Comment Re:A vote for Mac wired keyboard (no joke) (Score 1) 452
Love their keyboards. My only complaint is the white color gets discolored pretty quickly with heavy use. I really prefer black keyboards for this reason.
Love their keyboards. My only complaint is the white color gets discolored pretty quickly with heavy use. I really prefer black keyboards for this reason.
Agreed on the Apple keyboards. I use the wired one with the numpad both at home and at work (to much ribbing from my coworkers given my dislike of Apple products in general) and love it. I've tried a few different mechanicals and they've never lived up to the hype.
Not always. My alarm clock doesn't. The time displays in my kitchen don't. The clock in my car doesn't. Even some software doesn't. Ever used an in-house corporate scheduling app that has some piece of shit homebrew datetime library and doesn't properly account for DST when sending out meeting invites? I have, it causes problems. I've seen mail servers block all logins because the local clock didn't adjust for DST and the one-hour difference in times is triggering clock skew errors for everyone.
Hell, my android phone sometimes can't figure out what time zone I'm in. Multiple times, I've been sitting here in Florida, nowhere even remotely close to the next zone, and watched my phone repeatedly switch back and forth between Eastern and Central.
in a perfect world, technology would just figure it out. But it doesn't, not reliably enough that we can completely ignore the change.

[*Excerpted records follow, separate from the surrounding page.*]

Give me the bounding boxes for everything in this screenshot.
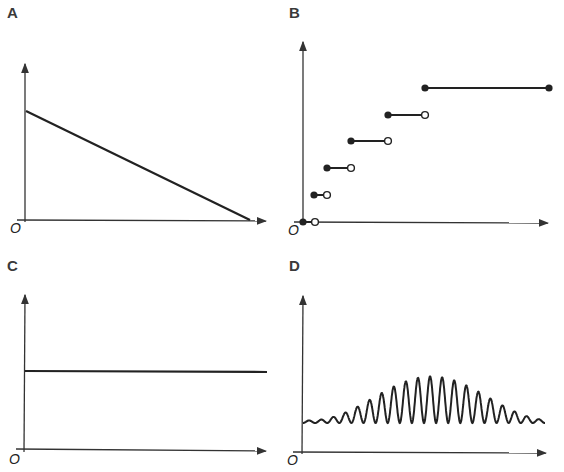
panel-c: O [9, 295, 267, 467]
panel-b-origin: O [288, 222, 299, 238]
figure-canvas: O O [0, 0, 564, 472]
panel-c-x-axis [16, 449, 266, 451]
panel-a-curve [26, 111, 250, 220]
panel-d: O [287, 296, 546, 468]
panel-b-filled-points [299, 84, 552, 225]
panel-a-origin: O [10, 220, 21, 236]
panel-d-x-axis [293, 452, 546, 453]
panel-c-origin: O [9, 451, 20, 467]
panel-b-x-axis [294, 222, 548, 223]
panel-c-y-axis [24, 295, 25, 452]
panel-c-curve [25, 371, 267, 372]
panel-d-y-axis [302, 296, 303, 454]
panel-b: O [288, 42, 553, 238]
panel-a-x-axis [17, 220, 266, 221]
panel-b-steps [303, 88, 549, 222]
panel-a: O [10, 64, 266, 236]
panel-d-origin: O [287, 452, 298, 468]
panel-d-curve [303, 377, 545, 423]
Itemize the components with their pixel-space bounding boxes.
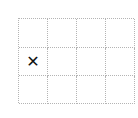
cell-r1-c3[interactable] xyxy=(77,19,106,48)
cell-r2-c2[interactable] xyxy=(48,48,77,76)
cell-r1-c4[interactable] xyxy=(106,19,135,48)
cell-r3-c1[interactable] xyxy=(19,76,48,104)
cell-r1-c1[interactable] xyxy=(19,19,48,48)
x-mark-icon: ✕ xyxy=(26,54,39,70)
cell-r2-c1[interactable]: ✕ xyxy=(19,48,48,76)
game-board: ✕ xyxy=(18,18,134,103)
cell-r2-c3[interactable] xyxy=(77,48,106,76)
cell-r1-c2[interactable] xyxy=(48,19,77,48)
cell-r3-c4[interactable] xyxy=(106,76,135,104)
cell-r3-c3[interactable] xyxy=(77,76,106,104)
cell-r2-c4[interactable] xyxy=(106,48,135,76)
cell-r3-c2[interactable] xyxy=(48,76,77,104)
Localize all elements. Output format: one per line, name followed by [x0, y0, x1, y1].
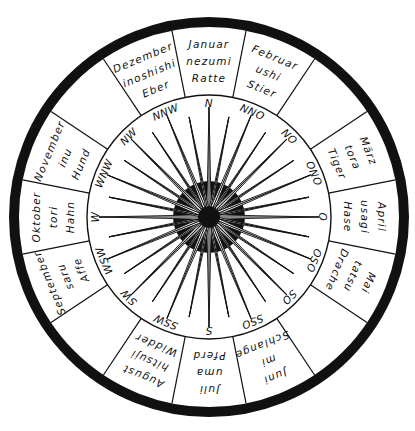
month-segment: JuliumaPferd [192, 350, 225, 396]
segment-divider [103, 318, 141, 375]
segment-divider [233, 31, 246, 98]
month-segment: OktobertoriHahn [30, 192, 76, 243]
month-segment: MaitatsuDrache [323, 247, 378, 296]
segment-divider [329, 180, 396, 193]
compass-center-dot [198, 206, 220, 228]
zodiac-animal: Hase [342, 201, 354, 232]
japanese-zodiac-name: nezumi [186, 55, 232, 67]
japanese-zodiac-name: usagi [359, 200, 371, 234]
segment-divider [277, 318, 315, 375]
direction-label: W [89, 211, 101, 222]
month-segment: FebruarushiStier [246, 42, 300, 100]
month-segment: JunimiSchlange [233, 329, 291, 387]
month-segment: AprilusagiHase [342, 200, 388, 234]
month-name: Januar [187, 38, 230, 50]
segment-divider [310, 285, 367, 323]
month-segment: JanuarnezumiRatte [186, 38, 232, 84]
zodiac-animal: Hahn [64, 201, 76, 233]
zodiac-compass-wheel: JanuarnezumiRatteFebruarushiStierMärztor… [0, 0, 415, 431]
direction-label: S [205, 325, 212, 337]
direction-label: N [205, 97, 213, 109]
month-name: Oktober [30, 192, 42, 243]
month-name: Mai [359, 271, 379, 296]
zodiac-animal: Affe [70, 256, 91, 285]
zodiac-animal: Ratte [192, 72, 226, 84]
direction-label: O [317, 213, 329, 222]
month-name: Juli [199, 384, 221, 396]
compass-calendar-diagram: JanuarnezumiRatteFebruarushiStierMärztor… [0, 0, 415, 431]
month-name: April [376, 201, 388, 232]
japanese-zodiac-name: tori [47, 206, 59, 229]
japanese-zodiac-name: mi [259, 353, 278, 370]
month-segment: MärztoraTiger [326, 135, 381, 182]
japanese-zodiac-name: uma [196, 367, 223, 379]
zodiac-animal: Pferd [192, 350, 225, 362]
month-segment: AugusthitsujiWidder [120, 331, 179, 391]
segment-divider [310, 111, 367, 149]
japanese-zodiac-name: inu [56, 146, 75, 169]
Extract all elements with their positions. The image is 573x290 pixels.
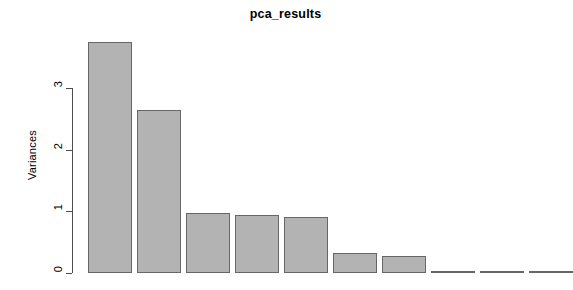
y-tick-2 (66, 150, 72, 151)
bar-5 (284, 217, 328, 273)
y-tick-1 (66, 211, 72, 212)
bar-3 (186, 213, 230, 273)
bar-7 (382, 256, 426, 273)
page-title: pca_results (0, 7, 515, 21)
bar-8 (431, 271, 475, 273)
bar-6 (333, 253, 377, 273)
y-axis-line (72, 88, 73, 273)
y-tick-label-3: 3 (52, 81, 66, 87)
y-tick-0 (66, 273, 72, 274)
bar-4 (235, 215, 279, 273)
y-tick-3 (66, 88, 72, 89)
bar-9 (480, 271, 524, 273)
y-tick-label-0: 0 (52, 266, 66, 272)
chart-title-text: pca_results (250, 7, 322, 21)
plot-area (78, 30, 508, 273)
y-axis-label: Variances (24, 100, 40, 210)
y-tick-label-2: 2 (52, 143, 66, 149)
bar-10 (529, 271, 573, 273)
bar-1 (88, 42, 132, 273)
bar-2 (137, 110, 181, 273)
y-tick-label-1: 1 (52, 204, 66, 210)
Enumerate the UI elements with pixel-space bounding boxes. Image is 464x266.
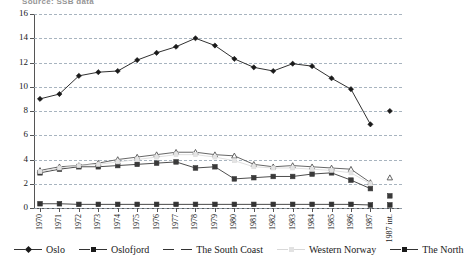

Obligatory BOFH reference:
7. When diagnosing any computer output by reading an endless stream of slowly scrolling text, hackers never need to reference a line that has already gone off the screen.
I thought that was more of the whole "all teen and tween asian girls are alt" trope.
The larger the frontal surface area of the vessel, the harder it is to control. Wave motion and tidal forces become more pronounced as the vessel gets wider, making it harder to hold position.
This "barge" isn't a standard cargo hauler, though. You can see a photo of it at the link below. It was definitely custom-built for this purpose.
http://www.spacex.com/sites/sp...
Sure they do. AMD has had hybrid graphics for years, and both Catalyst and the open-source driver have had support for quite some time. I've used laptops that had AMD's hybrid setup and it was far simpler to set up.
It is possible that Optimus has improved a bit in the past year. A large part of my woes stemmed from my particular card being relatively new and hence requiring a bunch of bleeding edge packages for support, and trying to get bleeding edge stuff to play nicely together is often painful.
I'm sticking with AMD for my Linux boxes for the time being, and NVidia for my gaming PC. I've had more troubles with AMD in Windows than in Linux the past few years.
Impressive. I know we have a tradition of not reading the article before commenting, but you didn't even read the first sentence of the summary:
"If 95% of great programmers aren't in the U.S. [...]"
The whole point is how to get the best talent regardless of where they live. The number of time zones in the mainland US is irrelevant.
FYI, I'm currently working on a project with two other teams: one on the west coast and one in London. They are 8 time zones apart.....
Don't forget to airgap your TV and only use remote controls that you built yourself from open-source blueprints. Everybody knows the remote manufacturers secretly capture your button presses.
If you ever want to see just how bad nvidia is in Linux, get a laptop that has their Optimus abortion. My laptop at work regrettably has that.
With stock Intel drivers, display works but there's no acceleration, so performance is shit.
With stock nvidia or nouveau drivers, performance is great but can't use external monitors (because they are tied to the Intel chip)
Getting both working at once required a kernel built from source, a backported package from the testing build, a package from a PPA from a child distro, three dependencies built from source because of conflicts between the distro packages and the bleeding edge kernel I had to use, and the nightmare that is bumblebee. I don't dare run an update on this system because fuck knows what will break.
Meanwhile, my last three laptops at home have been AMD-based. Install Catalyst, reboot, everything is beautiful. It is remarkable how far things have swung. I remember AMD being verboten back when I first got into linux because of how godawful the support was.
Not true. If you miss a connecting flight, they can send your baggage on the original flight ahead to your destination and send you on a later flight. Similarly, sometimes you will make a narrow connection and your bags won't, and they'll go on a later flight. Bags can travel separately from a passenger even when the airline doesn't lose them. Happens all the time.
Well, sort of. If the cost was included in tuition, then it would be presumably covered by scholarships (example: when I went through uni, there was a state-sponsored scholarship program that covered full tuition for four years, but didn't cover books).
Technically, that isn't theft. You've entered a private venue without permission (a ticket), so you'd be trespassing, but no theft has taken place.
Never ask two questions in a business letter. The reply will discuss the one you are least interested, and say nothing about the other.